I will look at three examples where the dialogue complicates these binaries: (i) the Senate’s inclusion of the double-suns portent on the agenda (Rep. 1.15); (ii) Tubero and Scipio’s debate about Socrates (Rep. 1.15–6); and (iii) Laelius’ legal joke about the double suns (Rep. 1.20 ). Here, I sketch the first example: the double-suns portent.

Upon arriving at his uncle’s villa, Tubero asks Scipio if they can talk about “what has been announced in the Senate about the second sun” (de isto altero sole quod nuntiatum est in senatu? Rep. 1.15), pointing out that many people have reported the portent, so it must be true and deserves explanation. Scipio, in turmoil about Rome’s political unrest, prefers to talk about something more practical, confessing to Tubero that he does not entirely approve of the enquiry into astronomical matters which “we can scarcely get an inkling of by conjecture” (quae vix coniectura qualia sint possumus suspicari, 1.15). Here, we see the pitting of political exigencies and astronomical musings. Scipio qua statesman wants to talk of something politically useful, while Tubero qua scholar would prefer to talk about astronomical anomalies. But the division is not so neat: the double suns were brought up in the Senate, not a philosophical dispute. Thus, we already have a meeting of the two realms: the Senate has been debating whether the double suns merit a spot on the agenda as a politically relevant portent. And, from the readers’ standpoint, they do—after all, within days after the dialogue’s conclusion, Scipio died, assassinated (it is said) at the hands of his own family.

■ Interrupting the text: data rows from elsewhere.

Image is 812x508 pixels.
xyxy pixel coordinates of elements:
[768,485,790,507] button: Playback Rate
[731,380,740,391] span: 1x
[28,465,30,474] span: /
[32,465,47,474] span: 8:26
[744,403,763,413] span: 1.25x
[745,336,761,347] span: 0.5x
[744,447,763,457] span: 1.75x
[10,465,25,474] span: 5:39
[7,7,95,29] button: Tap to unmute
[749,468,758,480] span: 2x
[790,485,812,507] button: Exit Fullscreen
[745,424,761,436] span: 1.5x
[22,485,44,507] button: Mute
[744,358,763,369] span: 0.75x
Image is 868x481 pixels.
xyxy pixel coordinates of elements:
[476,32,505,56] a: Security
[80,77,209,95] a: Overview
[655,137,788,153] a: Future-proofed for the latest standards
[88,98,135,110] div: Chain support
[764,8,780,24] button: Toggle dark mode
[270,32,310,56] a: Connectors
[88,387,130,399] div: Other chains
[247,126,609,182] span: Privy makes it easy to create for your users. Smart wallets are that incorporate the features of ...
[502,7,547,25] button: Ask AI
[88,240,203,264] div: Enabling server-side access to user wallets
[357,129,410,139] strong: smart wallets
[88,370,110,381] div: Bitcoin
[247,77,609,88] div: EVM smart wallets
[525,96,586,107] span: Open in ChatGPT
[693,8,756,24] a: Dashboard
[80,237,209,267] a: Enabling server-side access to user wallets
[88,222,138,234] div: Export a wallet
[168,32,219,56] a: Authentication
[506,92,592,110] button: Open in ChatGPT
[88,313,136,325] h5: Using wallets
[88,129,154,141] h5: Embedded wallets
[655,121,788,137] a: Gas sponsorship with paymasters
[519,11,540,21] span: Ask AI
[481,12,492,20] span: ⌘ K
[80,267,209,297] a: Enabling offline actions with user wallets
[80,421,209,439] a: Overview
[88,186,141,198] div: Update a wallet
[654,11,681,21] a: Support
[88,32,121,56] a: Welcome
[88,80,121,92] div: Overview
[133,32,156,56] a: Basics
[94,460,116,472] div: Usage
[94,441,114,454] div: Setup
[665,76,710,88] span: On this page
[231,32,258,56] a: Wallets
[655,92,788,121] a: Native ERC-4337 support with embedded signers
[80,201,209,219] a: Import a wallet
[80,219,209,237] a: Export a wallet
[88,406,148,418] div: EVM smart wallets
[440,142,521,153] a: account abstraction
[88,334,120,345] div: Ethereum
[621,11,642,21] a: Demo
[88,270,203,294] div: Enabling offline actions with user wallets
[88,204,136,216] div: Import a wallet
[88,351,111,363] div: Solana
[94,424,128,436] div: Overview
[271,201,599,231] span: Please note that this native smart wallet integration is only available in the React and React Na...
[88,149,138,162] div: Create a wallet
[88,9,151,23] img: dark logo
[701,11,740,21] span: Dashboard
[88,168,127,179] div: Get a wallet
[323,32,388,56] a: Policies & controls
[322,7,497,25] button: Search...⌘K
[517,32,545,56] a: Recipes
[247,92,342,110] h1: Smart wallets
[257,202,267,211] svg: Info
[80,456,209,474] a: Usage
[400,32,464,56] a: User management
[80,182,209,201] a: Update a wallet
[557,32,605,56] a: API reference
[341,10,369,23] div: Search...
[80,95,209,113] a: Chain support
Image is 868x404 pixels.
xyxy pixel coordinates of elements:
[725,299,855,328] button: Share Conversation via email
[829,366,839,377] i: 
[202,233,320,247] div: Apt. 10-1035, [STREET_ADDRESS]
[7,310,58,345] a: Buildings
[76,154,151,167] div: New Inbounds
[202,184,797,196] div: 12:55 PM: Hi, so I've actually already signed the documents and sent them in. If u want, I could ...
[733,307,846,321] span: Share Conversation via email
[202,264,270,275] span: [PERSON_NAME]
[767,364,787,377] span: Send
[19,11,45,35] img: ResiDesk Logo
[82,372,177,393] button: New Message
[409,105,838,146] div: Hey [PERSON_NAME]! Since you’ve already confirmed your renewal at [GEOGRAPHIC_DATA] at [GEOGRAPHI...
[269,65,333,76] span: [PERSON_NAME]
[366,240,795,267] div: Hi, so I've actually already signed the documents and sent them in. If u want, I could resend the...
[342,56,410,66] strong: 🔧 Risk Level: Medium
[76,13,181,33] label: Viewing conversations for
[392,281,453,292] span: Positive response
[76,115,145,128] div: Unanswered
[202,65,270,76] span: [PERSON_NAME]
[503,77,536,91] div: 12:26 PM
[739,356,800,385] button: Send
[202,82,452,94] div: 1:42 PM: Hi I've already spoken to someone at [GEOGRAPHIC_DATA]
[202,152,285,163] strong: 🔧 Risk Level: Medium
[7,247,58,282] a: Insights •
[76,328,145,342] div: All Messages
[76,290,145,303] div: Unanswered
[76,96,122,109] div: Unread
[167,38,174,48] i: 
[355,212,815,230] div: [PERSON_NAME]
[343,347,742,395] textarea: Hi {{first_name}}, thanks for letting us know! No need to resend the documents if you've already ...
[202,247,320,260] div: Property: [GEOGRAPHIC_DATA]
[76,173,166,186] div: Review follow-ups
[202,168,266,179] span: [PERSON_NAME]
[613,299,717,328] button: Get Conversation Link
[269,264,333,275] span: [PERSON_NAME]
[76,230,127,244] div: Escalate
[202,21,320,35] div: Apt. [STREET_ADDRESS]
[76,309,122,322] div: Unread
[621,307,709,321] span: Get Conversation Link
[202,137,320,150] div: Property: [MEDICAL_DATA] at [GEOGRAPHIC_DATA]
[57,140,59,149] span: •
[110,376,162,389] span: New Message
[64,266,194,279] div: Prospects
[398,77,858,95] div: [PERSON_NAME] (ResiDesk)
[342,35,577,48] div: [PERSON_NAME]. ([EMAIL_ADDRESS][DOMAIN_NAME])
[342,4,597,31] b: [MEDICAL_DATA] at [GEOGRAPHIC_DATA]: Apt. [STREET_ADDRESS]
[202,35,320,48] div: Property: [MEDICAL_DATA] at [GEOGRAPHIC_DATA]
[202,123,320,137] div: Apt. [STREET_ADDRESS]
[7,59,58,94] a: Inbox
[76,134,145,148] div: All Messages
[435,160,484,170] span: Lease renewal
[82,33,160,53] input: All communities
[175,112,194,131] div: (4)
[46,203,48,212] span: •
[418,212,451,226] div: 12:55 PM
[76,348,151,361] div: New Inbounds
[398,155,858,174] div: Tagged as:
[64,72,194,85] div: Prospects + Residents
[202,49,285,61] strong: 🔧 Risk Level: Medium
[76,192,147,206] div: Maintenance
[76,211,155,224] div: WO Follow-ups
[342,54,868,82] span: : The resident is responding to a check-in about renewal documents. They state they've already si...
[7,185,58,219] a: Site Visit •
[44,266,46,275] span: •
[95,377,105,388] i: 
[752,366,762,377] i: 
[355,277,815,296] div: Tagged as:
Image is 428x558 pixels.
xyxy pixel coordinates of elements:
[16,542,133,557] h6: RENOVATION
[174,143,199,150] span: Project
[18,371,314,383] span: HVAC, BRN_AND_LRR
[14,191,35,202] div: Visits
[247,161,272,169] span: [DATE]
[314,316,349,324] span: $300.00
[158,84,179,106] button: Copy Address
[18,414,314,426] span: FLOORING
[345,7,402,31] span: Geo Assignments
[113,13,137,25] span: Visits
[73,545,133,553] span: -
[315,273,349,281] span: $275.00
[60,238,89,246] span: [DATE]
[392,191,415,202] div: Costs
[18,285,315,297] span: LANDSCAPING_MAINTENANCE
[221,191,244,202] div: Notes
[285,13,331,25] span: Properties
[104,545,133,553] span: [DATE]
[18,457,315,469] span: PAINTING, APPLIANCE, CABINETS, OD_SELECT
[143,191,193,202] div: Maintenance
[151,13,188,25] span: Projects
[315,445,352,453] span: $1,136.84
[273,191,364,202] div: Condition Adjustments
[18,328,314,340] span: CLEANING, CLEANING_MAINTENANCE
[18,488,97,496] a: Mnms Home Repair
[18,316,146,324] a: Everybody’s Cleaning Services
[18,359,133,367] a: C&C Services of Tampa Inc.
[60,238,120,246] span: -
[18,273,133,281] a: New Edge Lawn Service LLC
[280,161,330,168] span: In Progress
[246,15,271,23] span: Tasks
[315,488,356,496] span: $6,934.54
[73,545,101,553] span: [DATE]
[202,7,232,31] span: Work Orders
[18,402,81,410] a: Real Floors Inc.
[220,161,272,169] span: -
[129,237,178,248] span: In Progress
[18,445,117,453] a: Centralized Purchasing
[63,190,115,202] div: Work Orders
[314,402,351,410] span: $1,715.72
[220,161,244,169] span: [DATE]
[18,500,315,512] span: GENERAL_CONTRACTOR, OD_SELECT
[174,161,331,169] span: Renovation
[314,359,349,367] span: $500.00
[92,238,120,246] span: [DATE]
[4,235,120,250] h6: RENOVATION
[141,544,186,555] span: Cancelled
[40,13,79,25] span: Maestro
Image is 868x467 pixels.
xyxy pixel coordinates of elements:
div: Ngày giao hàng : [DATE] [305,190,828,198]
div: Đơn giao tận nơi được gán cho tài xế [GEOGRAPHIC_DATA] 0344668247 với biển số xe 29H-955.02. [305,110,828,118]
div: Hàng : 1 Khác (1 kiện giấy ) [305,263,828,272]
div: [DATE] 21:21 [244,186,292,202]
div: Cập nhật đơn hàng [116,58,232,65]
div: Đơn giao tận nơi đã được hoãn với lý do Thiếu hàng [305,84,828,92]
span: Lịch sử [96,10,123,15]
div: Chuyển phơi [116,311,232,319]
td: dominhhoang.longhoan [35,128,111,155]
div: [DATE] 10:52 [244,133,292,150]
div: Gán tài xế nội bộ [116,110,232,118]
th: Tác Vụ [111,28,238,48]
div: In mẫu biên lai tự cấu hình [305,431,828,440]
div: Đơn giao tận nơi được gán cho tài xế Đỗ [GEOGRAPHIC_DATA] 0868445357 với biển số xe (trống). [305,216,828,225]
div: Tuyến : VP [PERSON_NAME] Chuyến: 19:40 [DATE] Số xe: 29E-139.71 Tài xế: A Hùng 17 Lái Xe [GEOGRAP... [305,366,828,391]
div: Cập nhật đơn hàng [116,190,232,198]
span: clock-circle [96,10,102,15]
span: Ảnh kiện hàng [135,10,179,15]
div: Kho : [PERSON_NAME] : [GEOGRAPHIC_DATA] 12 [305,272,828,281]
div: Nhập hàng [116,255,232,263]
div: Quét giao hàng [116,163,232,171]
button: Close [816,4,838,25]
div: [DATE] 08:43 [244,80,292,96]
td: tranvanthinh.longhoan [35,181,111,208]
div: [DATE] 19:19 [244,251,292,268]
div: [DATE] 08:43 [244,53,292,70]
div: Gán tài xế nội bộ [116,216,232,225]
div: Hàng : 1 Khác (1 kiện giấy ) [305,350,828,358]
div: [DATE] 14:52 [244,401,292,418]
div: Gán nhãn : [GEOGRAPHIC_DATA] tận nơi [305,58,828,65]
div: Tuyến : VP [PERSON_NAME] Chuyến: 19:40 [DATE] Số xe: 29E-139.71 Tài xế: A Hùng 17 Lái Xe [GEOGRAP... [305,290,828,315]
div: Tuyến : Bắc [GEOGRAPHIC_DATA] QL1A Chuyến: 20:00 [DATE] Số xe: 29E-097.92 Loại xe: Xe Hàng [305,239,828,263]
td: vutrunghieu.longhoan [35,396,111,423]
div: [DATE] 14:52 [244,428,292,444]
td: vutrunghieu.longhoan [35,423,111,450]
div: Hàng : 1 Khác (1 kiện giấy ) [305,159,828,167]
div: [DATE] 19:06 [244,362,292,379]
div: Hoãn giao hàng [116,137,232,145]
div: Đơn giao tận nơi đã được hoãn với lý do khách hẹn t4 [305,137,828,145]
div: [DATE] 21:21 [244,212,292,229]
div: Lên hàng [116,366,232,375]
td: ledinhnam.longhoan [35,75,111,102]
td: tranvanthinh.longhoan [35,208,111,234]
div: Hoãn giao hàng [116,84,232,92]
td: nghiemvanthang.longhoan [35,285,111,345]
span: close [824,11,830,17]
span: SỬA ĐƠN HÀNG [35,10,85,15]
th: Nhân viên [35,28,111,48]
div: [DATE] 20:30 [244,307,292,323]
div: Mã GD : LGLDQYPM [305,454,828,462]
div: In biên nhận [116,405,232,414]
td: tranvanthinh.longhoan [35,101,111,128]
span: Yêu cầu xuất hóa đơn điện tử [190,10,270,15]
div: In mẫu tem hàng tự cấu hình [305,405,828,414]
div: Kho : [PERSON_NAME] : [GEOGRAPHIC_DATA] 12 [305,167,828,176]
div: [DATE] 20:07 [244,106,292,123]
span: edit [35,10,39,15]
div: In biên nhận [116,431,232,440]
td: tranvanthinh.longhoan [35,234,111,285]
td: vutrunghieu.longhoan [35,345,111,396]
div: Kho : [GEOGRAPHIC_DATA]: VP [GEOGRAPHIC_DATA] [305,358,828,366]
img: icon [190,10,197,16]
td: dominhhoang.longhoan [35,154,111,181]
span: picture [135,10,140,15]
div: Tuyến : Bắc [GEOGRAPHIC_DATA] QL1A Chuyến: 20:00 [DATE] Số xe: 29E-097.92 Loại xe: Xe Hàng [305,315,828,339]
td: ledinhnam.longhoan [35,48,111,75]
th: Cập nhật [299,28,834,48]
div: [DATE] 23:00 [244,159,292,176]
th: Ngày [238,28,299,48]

Tubero and Scipio first appear as representatives of dueling modes: astronomy/politics, contemplation/action. But just when we think that Tubero falls into the first category and Scipio the second, the boundaries blur. The dialogue invites us to entertain the possibility that the double suns are a portent, especially relevant to Scipio (whom we know is about to die) navigating the political unrest that has all but split the Senate in half. The parallel between the two factions of the Senate and the doubling of the sun suggests astronomical phenomena and life on the ground might have some sort of relationship after all, and perhaps—at least in the dialogue—politics and natural philosophy can speak to one other.